We need to rethink three things—starting with the biggest one:

  1. Rethink the curriculum: What do students truly need to learn now? Do we still need the traditionally defined curriculum in the same form, sequence, and density—especially when AI can instantly provide explanations, examples, drafts, and practice?
  2. Rethink learning and teaching: If AI can “do the work,” then learning needs to be designed around what can’t be outsourced so easily—problem finding, critique, judgment, creativity, ethical reasoning, collaboration, and making things that matter to real audiences.
  3. Rethink assessment: If we keep grading mostly final products, AI will keep winning. We need assessments that value process, iteration, and thinking over time—draft trails, decision logs, oral defenses, live demos, portfolios, and long projects.

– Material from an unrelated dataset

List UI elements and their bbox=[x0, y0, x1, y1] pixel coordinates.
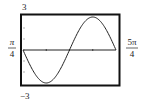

And here’s the uncomfortable part: these changes are extremely difficult—often feeling almost impossible—because they collide with entrenched systems (standards, pacing, exams, college admissions, parent expectations, accountability structures, and the “grammar of schooling”). In the future, we’ll talk about how change can happen anyway—and what a realistic pathway might look like.

References

Associated Press. (2025, March 12). Schools use AI to monitor kids, hoping to prevent violence. Our investigation found security risks. https://apnews.com/article/25a3946727397951fd42324139aaf70f

Burns, M., Winthrop, R., Luther, N., Venetis, E., & Karim, R. (2026, January 14). A new direction for students in an AI world: Prosper, prepare, protect. Brookings Institution. https://www.brookings.edu/articles/a-new-direction-for-students-in-an-ai-world-prosper-prepare-protect/

Gecker, J. (2025, September 12). The rise of AI tools forces schools to reconsider what counts as cheating. Associated Press. https://apnews.com/article/ai-cheating-school-chatgpt-4f89a552e9093ce2180471b4d4736675

Laird, E. (2025, October 8). Hand in hand: Schools’ embrace of AI connected to increased risks to students. Center for Democracy & Technology. https://cdt.org/insights/hand-in-hand-schools-embrace-of-ai-connected-to-increased-risks-to-students/

Pew Research Center. (2026, February 24). How teens use and view AI. https://www.pewresearch.org/internet/2026/02/24/how-teens-use-and-view-ai/

Zhao, Y. (2025). If schools don’t change, the potential of AI won’t be realized. Educational Leadership, 82(5), 36–40. https://ascd.org/el/articles/if-schools-dont-change-the-potential-of-ai-wont-be-realized

More about Yong Zhao

Dr. Yong Zhao is a Foundation Distinguished Professor in the School of Education at the University of Kansas. He previously served as the Presidential Chair, Associate Dean, and Director of the Institute for Global and Online Education in the College of Education, University of Oregon, where he was also a Professor in the Department of Educational Measurement, Policy, and Leadership. Prior to Oregon, Yong Zhao was University Distinguished Professor at the College of Education, Michigan State University, where he also served as the founding director of the Center for Teaching and Technology, executive director of the Confucius Institute, as well as the US-China Center for Research on Educational Excellence. Additionally, he worked as a professor of educational leadership in the Faculty of Education at University of Melbourne and senior researcher at the Mitchell Institute of Victoria University in Australia. He was a visiting Global Professor at University of Bath and a visiting scholar at Warwick University in the UK.